Geithner negotiates with AIG's Liddy
AIG has burned through $173,000,000,000.00 in taxpayer money because these yahoos screwed up. When the auto industry asked for a fraction of that, Congress was sputtering endlessly about overpaid workers and the need to renegotiate labor contracts as part of any bailout. Why are the idiots who played a central role in the collapse of the world economy immune from a similar demand?

If in fact AIG can't get out of paying these absurd bonuses because of "contractual obligations", well, guess what. Those obligations change the second AIG enters bankruptcy. So how about sending them into Chapter 11. Seriously.1

You can blame the failure of AIG on... well, the division that's supposed to get the lion's share of these bonuses, and say, "The rest of the company was doing good work," but the incompetents in that division bankrupted the entire company. As for this nonsense,
But [AIG Chairman Edward Liddy] also told Geithner that he felt it could be harmful to the company if the government continued to press for reductions in executive compensation.
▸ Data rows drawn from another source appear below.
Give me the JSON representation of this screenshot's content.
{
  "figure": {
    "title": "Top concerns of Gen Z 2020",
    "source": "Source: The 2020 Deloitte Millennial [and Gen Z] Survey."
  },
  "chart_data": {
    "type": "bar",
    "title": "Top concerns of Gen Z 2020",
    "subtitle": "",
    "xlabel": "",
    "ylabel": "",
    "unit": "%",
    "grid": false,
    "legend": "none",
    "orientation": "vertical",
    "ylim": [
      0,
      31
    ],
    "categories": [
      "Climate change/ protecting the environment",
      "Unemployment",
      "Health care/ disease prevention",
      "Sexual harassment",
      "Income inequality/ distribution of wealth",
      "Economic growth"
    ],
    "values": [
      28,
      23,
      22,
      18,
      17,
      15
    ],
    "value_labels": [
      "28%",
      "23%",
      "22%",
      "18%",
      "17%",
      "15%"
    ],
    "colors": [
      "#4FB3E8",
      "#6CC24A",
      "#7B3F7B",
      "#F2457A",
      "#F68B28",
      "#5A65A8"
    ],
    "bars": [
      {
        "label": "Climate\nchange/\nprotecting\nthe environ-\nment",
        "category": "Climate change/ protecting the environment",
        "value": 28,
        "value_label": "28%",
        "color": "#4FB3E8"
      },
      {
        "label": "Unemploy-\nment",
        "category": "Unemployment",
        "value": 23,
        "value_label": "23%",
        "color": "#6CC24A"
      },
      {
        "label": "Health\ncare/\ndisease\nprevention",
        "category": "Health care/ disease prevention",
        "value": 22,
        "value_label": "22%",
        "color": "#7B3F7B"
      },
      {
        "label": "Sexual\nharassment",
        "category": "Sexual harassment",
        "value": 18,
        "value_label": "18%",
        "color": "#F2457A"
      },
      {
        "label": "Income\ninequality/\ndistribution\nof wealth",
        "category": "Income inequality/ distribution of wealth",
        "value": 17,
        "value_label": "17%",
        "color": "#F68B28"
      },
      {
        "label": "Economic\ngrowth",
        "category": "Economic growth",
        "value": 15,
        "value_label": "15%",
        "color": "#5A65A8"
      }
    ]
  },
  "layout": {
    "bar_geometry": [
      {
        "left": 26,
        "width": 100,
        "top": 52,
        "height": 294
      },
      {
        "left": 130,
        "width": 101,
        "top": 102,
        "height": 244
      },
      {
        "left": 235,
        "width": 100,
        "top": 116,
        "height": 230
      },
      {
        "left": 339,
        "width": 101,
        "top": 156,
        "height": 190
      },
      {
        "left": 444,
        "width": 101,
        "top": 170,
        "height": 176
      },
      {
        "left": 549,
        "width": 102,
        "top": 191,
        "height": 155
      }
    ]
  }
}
“We cannot attract and retain the best and brightest talent to lead and staff the AIG businesses, which are now being operated principally on behalf of the American taxpayers - if employees believe their compensation is subject to continued and arbitrary adjustment by the U.S. Treasury,” Liddy said.
If he can't attract sufficient talent to lose hundreds of billions of dollars and run his company into the ground, my heart bleeds for him. But he thinks they're going to quit? Who's going to hire the losers who crashed and burned AIG? Liddy - if you finally get around to doing your job and firing the clowns who ruined your company, will you still owe them these bonuses?

Update: It just gets better:
"Any credibility that could have been given to Mr. Liddy’s argument that these payments are necessary to retain top talent was completely destroyed in last month’s 10-K filing when AIG itself disclosed that nearly $60 million of those retention payments are going to employees who will be terminated."
How incompetent do you have to be to negotiate a contract unavoidably requiring payment of "retention bonuses" to employees you're not retaining? This doesn't exactly back up AIG's other line, that they can't fire these people because they're the only ones who understand the toxic witch's brew they created well enough to produce an antidote.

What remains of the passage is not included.